→ WHAT IS EXPECTED:
What is needed is the whole of the data, set down exactly.
<<<<
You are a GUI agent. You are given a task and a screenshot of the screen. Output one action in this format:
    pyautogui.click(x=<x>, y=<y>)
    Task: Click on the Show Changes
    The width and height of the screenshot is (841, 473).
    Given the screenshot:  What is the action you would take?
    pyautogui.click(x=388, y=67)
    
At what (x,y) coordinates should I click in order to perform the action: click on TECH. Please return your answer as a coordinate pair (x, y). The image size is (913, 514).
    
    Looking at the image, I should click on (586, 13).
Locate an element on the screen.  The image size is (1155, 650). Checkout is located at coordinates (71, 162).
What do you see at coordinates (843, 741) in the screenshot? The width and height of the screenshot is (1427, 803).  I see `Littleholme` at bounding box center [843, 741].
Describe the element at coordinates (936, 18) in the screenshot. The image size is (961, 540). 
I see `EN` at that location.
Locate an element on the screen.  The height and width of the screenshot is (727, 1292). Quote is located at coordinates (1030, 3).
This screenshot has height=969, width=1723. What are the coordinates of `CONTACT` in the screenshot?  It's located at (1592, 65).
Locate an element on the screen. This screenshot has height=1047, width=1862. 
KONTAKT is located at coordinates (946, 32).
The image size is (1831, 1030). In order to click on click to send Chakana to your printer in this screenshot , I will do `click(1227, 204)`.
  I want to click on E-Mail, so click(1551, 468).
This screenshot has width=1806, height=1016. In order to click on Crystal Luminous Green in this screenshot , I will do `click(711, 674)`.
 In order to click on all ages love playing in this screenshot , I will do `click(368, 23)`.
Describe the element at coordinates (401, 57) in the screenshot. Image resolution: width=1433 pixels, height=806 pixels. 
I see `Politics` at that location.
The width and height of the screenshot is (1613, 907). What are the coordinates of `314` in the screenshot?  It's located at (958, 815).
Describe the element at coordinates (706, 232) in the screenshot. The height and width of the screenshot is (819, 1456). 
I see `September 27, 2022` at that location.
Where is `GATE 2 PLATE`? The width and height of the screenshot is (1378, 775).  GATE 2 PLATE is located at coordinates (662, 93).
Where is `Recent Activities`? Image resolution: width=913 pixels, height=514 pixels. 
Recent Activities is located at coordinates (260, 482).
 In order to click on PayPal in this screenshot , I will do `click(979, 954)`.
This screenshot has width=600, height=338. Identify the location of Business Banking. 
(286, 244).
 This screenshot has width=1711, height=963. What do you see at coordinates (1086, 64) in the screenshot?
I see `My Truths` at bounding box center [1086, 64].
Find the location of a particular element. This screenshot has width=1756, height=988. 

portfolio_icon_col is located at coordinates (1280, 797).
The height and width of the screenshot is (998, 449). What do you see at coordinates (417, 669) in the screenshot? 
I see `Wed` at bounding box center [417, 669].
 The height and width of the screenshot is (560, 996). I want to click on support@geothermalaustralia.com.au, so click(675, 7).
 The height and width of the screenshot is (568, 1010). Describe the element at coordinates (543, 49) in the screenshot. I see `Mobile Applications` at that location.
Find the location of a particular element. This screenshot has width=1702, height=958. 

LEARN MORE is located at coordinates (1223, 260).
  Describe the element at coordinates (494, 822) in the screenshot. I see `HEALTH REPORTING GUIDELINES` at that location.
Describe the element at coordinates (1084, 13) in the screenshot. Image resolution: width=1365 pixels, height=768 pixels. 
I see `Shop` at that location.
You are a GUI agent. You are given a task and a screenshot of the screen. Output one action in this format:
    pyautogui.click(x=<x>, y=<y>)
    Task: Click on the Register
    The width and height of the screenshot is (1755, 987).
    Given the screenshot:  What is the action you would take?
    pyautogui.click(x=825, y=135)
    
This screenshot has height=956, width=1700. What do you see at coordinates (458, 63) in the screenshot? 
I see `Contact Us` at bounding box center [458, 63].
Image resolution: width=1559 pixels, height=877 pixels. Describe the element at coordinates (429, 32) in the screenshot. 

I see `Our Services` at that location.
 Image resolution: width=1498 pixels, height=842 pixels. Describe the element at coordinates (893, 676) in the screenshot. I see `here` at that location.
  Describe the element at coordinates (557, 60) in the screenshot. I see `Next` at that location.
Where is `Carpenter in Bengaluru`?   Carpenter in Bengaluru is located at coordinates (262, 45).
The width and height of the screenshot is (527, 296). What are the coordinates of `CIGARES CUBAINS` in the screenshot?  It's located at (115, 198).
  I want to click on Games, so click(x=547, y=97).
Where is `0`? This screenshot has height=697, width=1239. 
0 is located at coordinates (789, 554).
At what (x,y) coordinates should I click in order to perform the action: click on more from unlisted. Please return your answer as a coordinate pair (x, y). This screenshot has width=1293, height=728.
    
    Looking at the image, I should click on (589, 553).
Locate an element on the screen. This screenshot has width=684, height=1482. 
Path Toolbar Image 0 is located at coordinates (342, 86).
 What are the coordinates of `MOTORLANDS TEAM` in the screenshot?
>>>>
→ RESPONSE BELOW:
You are a GUI agent. You are given a task and a screenshot of the screen. Output one action in this format:
    pyautogui.click(x=<x>, y=<y>)
    Task: Click on the Show Changes
    The width and height of the screenshot is (841, 473).
    Given the screenshot:  What is the action you would take?
    pyautogui.click(x=388, y=67)
    
At what (x,y) coordinates should I click in order to perform the action: click on TECH. Please return your answer as a coordinate pair (x, y). The image size is (913, 514).
    
    Looking at the image, I should click on (586, 13).
Locate an element on the screen.  The image size is (1155, 650). Checkout is located at coordinates (71, 162).
What do you see at coordinates (843, 741) in the screenshot? The width and height of the screenshot is (1427, 803).  I see `Littleholme` at bounding box center [843, 741].
Describe the element at coordinates (936, 18) in the screenshot. The image size is (961, 540). 
I see `EN` at that location.
Locate an element on the screen.  The height and width of the screenshot is (727, 1292). Quote is located at coordinates (1030, 3).
This screenshot has height=969, width=1723. What are the coordinates of `CONTACT` in the screenshot?  It's located at (1592, 65).
Locate an element on the screen. This screenshot has height=1047, width=1862. 
KONTAKT is located at coordinates (946, 32).
The image size is (1831, 1030). In order to click on click to send Chakana to your printer in this screenshot , I will do `click(1227, 204)`.
  I want to click on E-Mail, so click(1551, 468).
This screenshot has width=1806, height=1016. In order to click on Crystal Luminous Green in this screenshot , I will do `click(711, 674)`.
 In order to click on all ages love playing in this screenshot , I will do `click(368, 23)`.
Describe the element at coordinates (401, 57) in the screenshot. Image resolution: width=1433 pixels, height=806 pixels. 
I see `Politics` at that location.
The width and height of the screenshot is (1613, 907). What are the coordinates of `314` in the screenshot?  It's located at (958, 815).
Describe the element at coordinates (706, 232) in the screenshot. The height and width of the screenshot is (819, 1456). 
I see `September 27, 2022` at that location.
Where is `GATE 2 PLATE`? The width and height of the screenshot is (1378, 775).  GATE 2 PLATE is located at coordinates (662, 93).
Where is `Recent Activities`? Image resolution: width=913 pixels, height=514 pixels. 
Recent Activities is located at coordinates (260, 482).
 In order to click on PayPal in this screenshot , I will do `click(979, 954)`.
This screenshot has width=600, height=338. Identify the location of Business Banking. 
(286, 244).
 This screenshot has width=1711, height=963. What do you see at coordinates (1086, 64) in the screenshot?
I see `My Truths` at bounding box center [1086, 64].
Find the location of a particular element. This screenshot has width=1756, height=988. 

portfolio_icon_col is located at coordinates (1280, 797).
The height and width of the screenshot is (998, 449). What do you see at coordinates (417, 669) in the screenshot? 
I see `Wed` at bounding box center [417, 669].
 The height and width of the screenshot is (560, 996). I want to click on support@geothermalaustralia.com.au, so click(675, 7).
 The height and width of the screenshot is (568, 1010). Describe the element at coordinates (543, 49) in the screenshot. I see `Mobile Applications` at that location.
Find the location of a particular element. This screenshot has width=1702, height=958. 

LEARN MORE is located at coordinates (1223, 260).
  Describe the element at coordinates (494, 822) in the screenshot. I see `HEALTH REPORTING GUIDELINES` at that location.
Describe the element at coordinates (1084, 13) in the screenshot. Image resolution: width=1365 pixels, height=768 pixels. 
I see `Shop` at that location.
You are a GUI agent. You are given a task and a screenshot of the screen. Output one action in this format:
    pyautogui.click(x=<x>, y=<y>)
    Task: Click on the Register
    The width and height of the screenshot is (1755, 987).
    Given the screenshot:  What is the action you would take?
    pyautogui.click(x=825, y=135)
    
This screenshot has height=956, width=1700. What do you see at coordinates (458, 63) in the screenshot? 
I see `Contact Us` at bounding box center [458, 63].
Image resolution: width=1559 pixels, height=877 pixels. Describe the element at coordinates (429, 32) in the screenshot. 

I see `Our Services` at that location.
 Image resolution: width=1498 pixels, height=842 pixels. Describe the element at coordinates (893, 676) in the screenshot. I see `here` at that location.
  Describe the element at coordinates (557, 60) in the screenshot. I see `Next` at that location.
Where is `Carpenter in Bengaluru`?   Carpenter in Bengaluru is located at coordinates (262, 45).
The width and height of the screenshot is (527, 296). What are the coordinates of `CIGARES CUBAINS` in the screenshot?  It's located at (115, 198).
  I want to click on Games, so click(x=547, y=97).
Where is `0`? This screenshot has height=697, width=1239. 
0 is located at coordinates (789, 554).
At what (x,y) coordinates should I click in order to perform the action: click on more from unlisted. Please return your answer as a coordinate pair (x, y). This screenshot has width=1293, height=728.
    
    Looking at the image, I should click on (589, 553).
Locate an element on the screen. This screenshot has width=684, height=1482. 
Path Toolbar Image 0 is located at coordinates (342, 86).
 What are the coordinates of `MOTORLANDS TEAM` in the screenshot?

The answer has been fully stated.